Last month, Portland Mayor Ted Wheeler’s office attempted to organize a tour of Rose City Golf Course for representatives from the Portland Diamond Project, according to emails obtained by OPB.
The goal was to pitch the 144-acre course — which lies near Northeast 82nd Avenue and Interstate 84 — as an alternative site for a Major League Baseball stadium in Portland.
The pitch comes as Major League Baseball considers Portland and several other cities across the country for two coveted expansion team sites. That competition has led to city governments and developers announcing ever larger and more expensive stadium locations to attract a professional baseball team.
Craig Cheek, the public face of the Diamond Project, told the mayor’s office in a Feb. 22 email that the Diamond Project was not interested in the Rose City Golf Course, and the slightly larger RedTail Golf Center in Beaverton would continue to be their sole focus. No tour ever took place.
The mayor’s office has long advocated for a stadium near Lloyd Center, a much smaller site but one the city argues could liven much of Portland’s urban core. And it also neighbors many existing TriMet bus and MAX lines.
But pitching Rose City as an alternative site within city limits — even though it lacks some of the benefits to the city core that the Lloyd Center site would provide — appears to show just how far the mayor’s office is willing to go to have a team based in Portland.
“I think they were trying to think of an alternative to RedTail,” Cheek said. “Something that was in Portland city limits or Multnomah County.”
In many ways, Rose City mirrors many of the same attributes that attracted the Diamond Project to RedTail. It’s incredibly large, providing space for other developments that could provide a revenue stream to fund the new stadium. But the golf course is also surrounded by residential neighborhoods, with little existing commercial development, Cheek said.
The clubhouse on Rose City is also on the National Registry of Historic Places, another development hurdle. And investors with the Diamond Project — many of whom remain unknown to the public — expressed little interest in that section of Portland.
“This is a massive, multibillion-dollar project, so where is the interest level and where is the investment?” Cheek said. “There just wasn’t a real big appetite to invest in that part of town right now.”
RedTail Golf Course, meanwhile, has been a controversial decision since the Diamond Project announced in January that the course would be the group’s preferred location. RedTail lies near the busy Oregon 217 with few public transit options, leading to skepticism among locals, government officials and industry leaders alike about its viability to host a stadium.
The mayor’s office declined OPB’s requests for an interview.
In a statement that’s been provided to reporters multiple times, a spokesperson said Thursday, “For years, Mayor Wheeler and his team have been engaged in conversations with the Portland Diamond Project with a clear goal to bring MLB baseball to Portland. Portland remains our preferred location, given existing multimodal transportation options, vibrant urban and sports culture, and housing options.”
The two sides are still negotiating the potential sale of RedTail. Cheek said he could not provide any updates this week.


THE PROBLEM: Restate the entries below in full, exactly as they read, but without pictures.

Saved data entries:
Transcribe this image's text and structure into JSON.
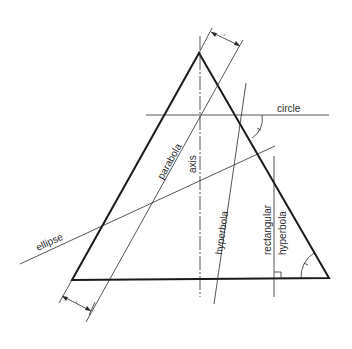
{
  "figure": {
    "labels": {
      "circle": "circle",
      "ellipse": "ellipse",
      "parabola": "parabola",
      "axis": "axis",
      "hyperbola": "hyperbola",
      "rectangular": "rectangular",
      "rectangular_hyperbola": "hyperbola",
      "dim_top": "=",
      "dim_bottom": "="
    },
    "colors": {
      "line": "#2b2b2b",
      "outline": "#1a1a1a",
      "background": "#ffffff"
    },
    "cone_triangle": {
      "apex": [
        199,
        53
      ],
      "base_left": [
        72,
        280
      ],
      "base_right": [
        329,
        278
      ]
    },
    "section_lines": [
      {
        "name": "circle",
        "from": [
          146,
          115
        ],
        "to": [
          329,
          115
        ]
      },
      {
        "name": "ellipse",
        "from": [
          20,
          264
        ],
        "to": [
          275,
          146
        ]
      },
      {
        "name": "parabola",
        "from": [
          86,
          322
        ],
        "to": [
          240,
          45
        ]
      },
      {
        "name": "axis",
        "from": [
          200,
          36
        ],
        "to": [
          200,
          297
        ]
      },
      {
        "name": "hyperbola",
        "from": [
          214,
          304
        ],
        "to": [
          246,
          83
        ]
      },
      {
        "name": "rectangular hyperbola",
        "from": [
          274,
          156
        ],
        "to": [
          274,
          297
        ]
      }
    ]
  }
}
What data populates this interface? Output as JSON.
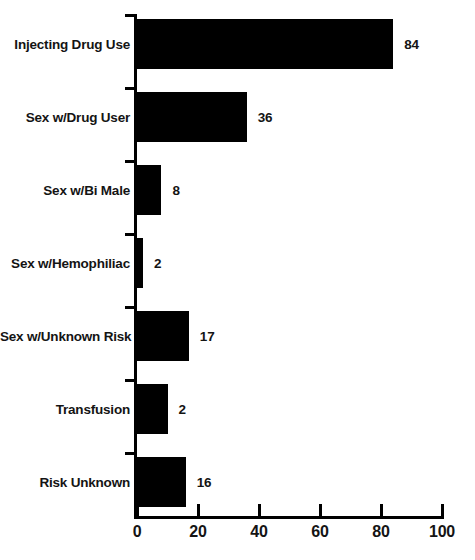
{
  "chart_data": {
    "type": "bar",
    "orientation": "horizontal",
    "title": "",
    "subtitle": "",
    "xlabel": "",
    "ylabel": "",
    "xlim": [
      0,
      100
    ],
    "grid": false,
    "legend": false,
    "legend_position": "none",
    "bar_color": "#000000",
    "background_color": "#ffffff",
    "categories": [
      "Injecting Drug Use",
      "Sex w/Drug User",
      "Sex w/Bi Male",
      "Sex w/Hemophiliac",
      "Sex w/Unknown Risk",
      "Transfusion",
      "Risk Unknown"
    ],
    "values": [
      84,
      36,
      8,
      2,
      17,
      2,
      16
    ],
    "bar_lengths": [
      84,
      36,
      8,
      2,
      17,
      10,
      16
    ],
    "data_labels": [
      "84",
      "36",
      "8",
      "2",
      "17",
      "2",
      "16"
    ],
    "xticks": [
      0,
      20,
      40,
      60,
      80,
      100
    ],
    "xtick_labels": [
      "0",
      "20",
      "40",
      "60",
      "80",
      "100"
    ]
  },
  "bars": [
    {
      "label": "Injecting Drug Use",
      "value_label": "84",
      "length": 84
    },
    {
      "label": "Sex w/Drug User",
      "value_label": "36",
      "length": 36
    },
    {
      "label": "Sex w/Bi Male",
      "value_label": "8",
      "length": 8
    },
    {
      "label": "Sex w/Hemophiliac",
      "value_label": "2",
      "length": 2
    },
    {
      "label": "Sex w/Unknown Risk",
      "value_label": "17",
      "length": 17
    },
    {
      "label": "Transfusion",
      "value_label": "2",
      "length": 10
    },
    {
      "label": "Risk Unknown",
      "value_label": "16",
      "length": 16
    }
  ],
  "xaxis": {
    "ticks": [
      {
        "label": "0",
        "value": 0
      },
      {
        "label": "20",
        "value": 20
      },
      {
        "label": "40",
        "value": 40
      },
      {
        "label": "60",
        "value": 60
      },
      {
        "label": "80",
        "value": 80
      },
      {
        "label": "100",
        "value": 100
      }
    ]
  }
}
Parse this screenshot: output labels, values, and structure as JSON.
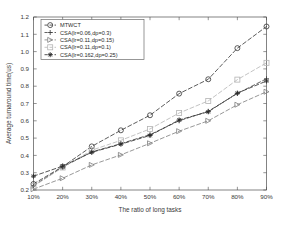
{
  "chart_data": {
    "type": "line",
    "title": "",
    "xlabel": "The ratio of long tasks",
    "ylabel": "Average turnaround time(us)",
    "categories": [
      "10%",
      "20%",
      "30%",
      "40%",
      "50%",
      "60%",
      "70%",
      "80%",
      "90%"
    ],
    "x": [
      10,
      20,
      30,
      40,
      50,
      60,
      70,
      80,
      90
    ],
    "xlim": [
      10,
      90
    ],
    "ylim": [
      0.2,
      1.2
    ],
    "yticks": [
      "0.2",
      "0.3",
      "0.4",
      "0.5",
      "0.6",
      "0.7",
      "0.8",
      "0.9",
      "1.0",
      "1.1",
      "1.2"
    ],
    "ytick_values": [
      0.2,
      0.3,
      0.4,
      0.5,
      0.6,
      0.7,
      0.8,
      0.9,
      1.0,
      1.1,
      1.2
    ],
    "grid": false,
    "legend_position": "top-left",
    "series": [
      {
        "name": "MTWCT",
        "marker": "circle",
        "color": "#333333",
        "values": [
          0.235,
          0.335,
          0.452,
          0.545,
          0.632,
          0.757,
          0.84,
          1.02,
          1.145
        ]
      },
      {
        "name": "CSA(lr=0.06,dp=0.3)",
        "marker": "plus",
        "color": "#3a3a3a",
        "values": [
          0.225,
          0.333,
          0.42,
          0.468,
          0.52,
          0.6,
          0.655,
          0.758,
          0.843
        ]
      },
      {
        "name": "CSA(lr=0.11,dp=0.15)",
        "marker": "tri-right",
        "color": "#7d7d7d",
        "values": [
          0.205,
          0.268,
          0.345,
          0.403,
          0.47,
          0.54,
          0.6,
          0.693,
          0.768
        ]
      },
      {
        "name": "CSA(lr=0.11,dp=0.1)",
        "marker": "square",
        "color": "#b4b4b4",
        "values": [
          0.222,
          0.33,
          0.43,
          0.487,
          0.553,
          0.645,
          0.715,
          0.838,
          0.935
        ]
      },
      {
        "name": "CSA(lr=0.162,dp=0.25)",
        "marker": "star",
        "color": "#2b2b2b",
        "values": [
          0.28,
          0.338,
          0.418,
          0.465,
          0.515,
          0.605,
          0.652,
          0.76,
          0.83
        ]
      }
    ]
  },
  "legend": {
    "items": [
      {
        "label": "MTWCT"
      },
      {
        "label": "CSA(lr=0.06,dp=0.3)"
      },
      {
        "label": "CSA(lr=0.11,dp=0.15)"
      },
      {
        "label": "CSA(lr=0.11,dp=0.1)"
      },
      {
        "label": "CSA(lr=0.162,dp=0.25)"
      }
    ]
  }
}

WRITTEN ANSWER:
Transcribe this image's text and structure into JSON.
{
  "figure": {
    "labels": {
      "circle": "circle",
      "ellipse": "ellipse",
      "parabola": "parabola",
      "axis": "axis",
      "hyperbola": "hyperbola",
      "rectangular": "rectangular",
      "rectangular_hyperbola": "hyperbola",
      "dim_top": "=",
      "dim_bottom": "="
    },
    "colors": {
      "line": "#2b2b2b",
      "outline": "#1a1a1a",
      "background": "#ffffff"
    },
    "cone_triangle": {
      "apex": [
        199,
        53
      ],
      "base_left": [
        72,
        280
      ],
      "base_right": [
        329,
        278
      ]
    },
    "section_lines": [
      {
        "name": "circle",
        "from": [
          146,
          115
        ],
        "to": [
          329,
          115
        ]
      },
      {
        "name": "ellipse",
        "from": [
          20,
          264
        ],
        "to": [
          275,
          146
        ]
      },
      {
        "name": "parabola",
        "from": [
          86,
          322
        ],
        "to": [
          240,
          45
        ]
      },
      {
        "name": "axis",
        "from": [
          200,
          36
        ],
        "to": [
          200,
          297
        ]
      },
      {
        "name": "hyperbola",
        "from": [
          214,
          304
        ],
        "to": [
          246,
          83
        ]
      },
      {
        "name": "rectangular hyperbola",
        "from": [
          274,
          156
        ],
        "to": [
          274,
          297
        ]
      }
    ]
  }
}
What data populates this interface? Output as JSON.
{
  "chart_data": {
    "type": "bar",
    "orientation": "horizontal",
    "title": "",
    "subtitle": "",
    "xlabel": "",
    "ylabel": "",
    "xlim": [
      0,
      100
    ],
    "grid": false,
    "legend": false,
    "legend_position": "none",
    "bar_color": "#000000",
    "background_color": "#ffffff",
    "categories": [
      "Injecting Drug Use",
      "Sex w/Drug User",
      "Sex w/Bi Male",
      "Sex w/Hemophiliac",
      "Sex w/Unknown Risk",
      "Transfusion",
      "Risk Unknown"
    ],
    "values": [
      84,
      36,
      8,
      2,
      17,
      2,
      16
    ],
    "bar_lengths": [
      84,
      36,
      8,
      2,
      17,
      10,
      16
    ],
    "data_labels": [
      "84",
      "36",
      "8",
      "2",
      "17",
      "2",
      "16"
    ],
    "xticks": [
      0,
      20,
      40,
      60,
      80,
      100
    ],
    "xtick_labels": [
      "0",
      "20",
      "40",
      "60",
      "80",
      "100"
    ]
  },
  "bars": [
    {
      "label": "Injecting Drug Use",
      "value_label": "84",
      "length": 84
    },
    {
      "label": "Sex w/Drug User",
      "value_label": "36",
      "length": 36
    },
    {
      "label": "Sex w/Bi Male",
      "value_label": "8",
      "length": 8
    },
    {
      "label": "Sex w/Hemophiliac",
      "value_label": "2",
      "length": 2
    },
    {
      "label": "Sex w/Unknown Risk",
      "value_label": "17",
      "length": 17
    },
    {
      "label": "Transfusion",
      "value_label": "2",
      "length": 10
    },
    {
      "label": "Risk Unknown",
      "value_label": "16",
      "length": 16
    }
  ],
  "xaxis": {
    "ticks": [
      {
        "label": "0",
        "value": 0
      },
      {
        "label": "20",
        "value": 20
      },
      {
        "label": "40",
        "value": 40
      },
      {
        "label": "60",
        "value": 60
      },
      {
        "label": "80",
        "value": 80
      },
      {
        "label": "100",
        "value": 100
      }
    ]
  }
}
Parse this screenshot: output labels, values, and structure as JSON.
{
  "chart_data": {
    "type": "line",
    "title": "",
    "xlabel": "The ratio of long tasks",
    "ylabel": "Average turnaround time(us)",
    "categories": [
      "10%",
      "20%",
      "30%",
      "40%",
      "50%",
      "60%",
      "70%",
      "80%",
      "90%"
    ],
    "x": [
      10,
      20,
      30,
      40,
      50,
      60,
      70,
      80,
      90
    ],
    "xlim": [
      10,
      90
    ],
    "ylim": [
      0.2,
      1.2
    ],
    "yticks": [
      "0.2",
      "0.3",
      "0.4",
      "0.5",
      "0.6",
      "0.7",
      "0.8",
      "0.9",
      "1.0",
      "1.1",
      "1.2"
    ],
    "ytick_values": [
      0.2,
      0.3,
      0.4,
      0.5,
      0.6,
      0.7,
      0.8,
      0.9,
      1.0,
      1.1,
      1.2
    ],
    "grid": false,
    "legend_position": "top-left",
    "series": [
      {
        "name": "MTWCT",
        "marker": "circle",
        "color": "#333333",
        "values": [
          0.235,
          0.335,
          0.452,
          0.545,
          0.632,
          0.757,
          0.84,
          1.02,
          1.145
        ]
      },
      {
        "name": "CSA(lr=0.06,dp=0.3)",
        "marker": "plus",
        "color": "#3a3a3a",
        "values": [
          0.225,
          0.333,
          0.42,
          0.468,
          0.52,
          0.6,
          0.655,
          0.758,
          0.843
        ]
      },
      {
        "name": "CSA(lr=0.11,dp=0.15)",
        "marker": "tri-right",
        "color": "#7d7d7d",
        "values": [
          0.205,
          0.268,
          0.345,
          0.403,
          0.47,
          0.54,
          0.6,
          0.693,
          0.768
        ]
      },
      {
        "name": "CSA(lr=0.11,dp=0.1)",
        "marker": "square",
        "color": "#b4b4b4",
        "values": [
          0.222,
          0.33,
          0.43,
          0.487,
          0.553,
          0.645,
          0.715,
          0.838,
          0.935
        ]
      },
      {
        "name": "CSA(lr=0.162,dp=0.25)",
        "marker": "star",
        "color": "#2b2b2b",
        "values": [
          0.28,
          0.338,
          0.418,
          0.465,
          0.515,
          0.605,
          0.652,
          0.76,
          0.83
        ]
      }
    ]
  },
  "legend": {
    "items": [
      {
        "label": "MTWCT"
      },
      {
        "label": "CSA(lr=0.06,dp=0.3)"
      },
      {
        "label": "CSA(lr=0.11,dp=0.15)"
      },
      {
        "label": "CSA(lr=0.11,dp=0.1)"
      },
      {
        "label": "CSA(lr=0.162,dp=0.25)"
      }
    ]
  }
}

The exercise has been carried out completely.